The Department for Business, Innovation and Skills wants to set up a ‘smart lighting’ network, linked to mobile phone apps and supermarket cameras.
It claims the plan would slash energy consumption in stores by using eco-friendly next generation lights that better monitor energy use. The move would also pave the way for retailers to target shoppers with personalised marketing as they go round the store, it says.
However, retail leaders raised concerns about the “Big Brother” characteristics of the plan.
“With next generation lighting, it is the equivalent of having a mobile phone in every light in the building and that has huge potential to communicate with mobile phone apps,” BIS senior policy adviser Tony Howells told the Ecobuild conference in London this week.
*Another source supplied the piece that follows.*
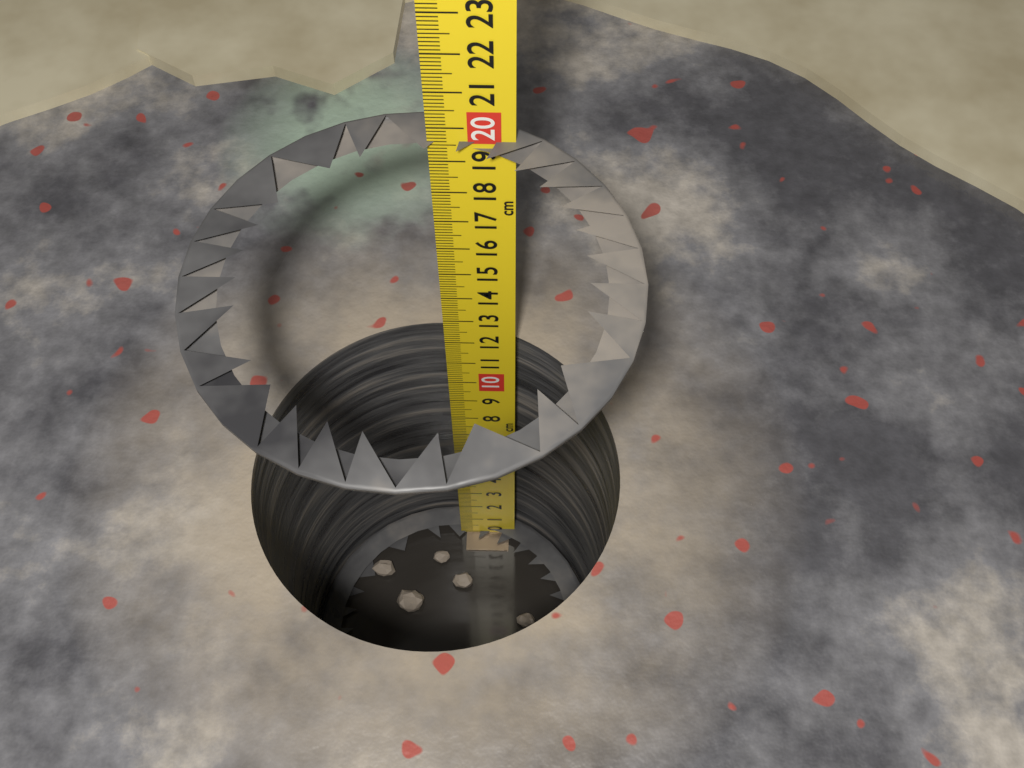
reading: 19.6 cm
“Retailers will recognise through face recognition technology when shoppers walk through the door. And the technology can then track where they are, what they purchase and enable them to be sent individual offers as they walk around with absolutely tailored offers. If this takes off, loyalty cards would disappear.”
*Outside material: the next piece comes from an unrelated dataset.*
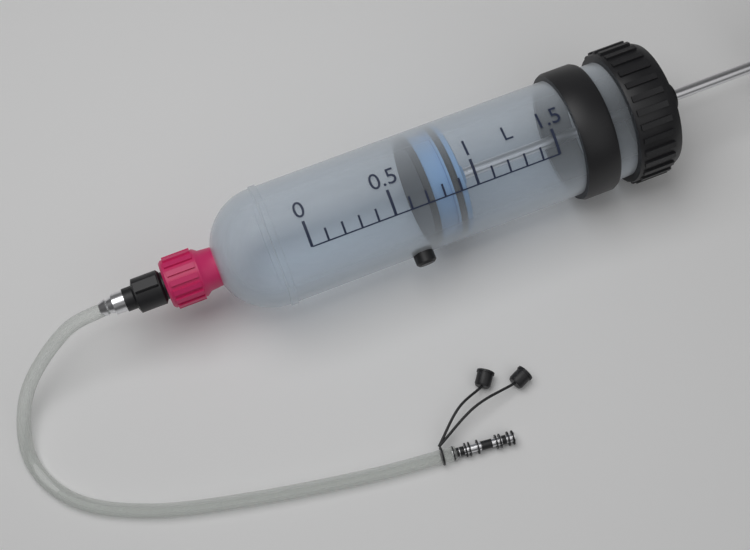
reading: 0.7 L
BRC energy policy adviser Andrew Bolitho gave a guarded welcome to the idea. “I see big data as a potentially very useful tool but there is a moral ground to be taken too. I don’t like the Big Brother element to this,” he warned .
But Howells countered: “The reality is this would put the choice in the hands of individuals. They could switch their devices off if they didn’t want to be included. It may be in time there is a need for regulation to protect them just as there has been with the internet.”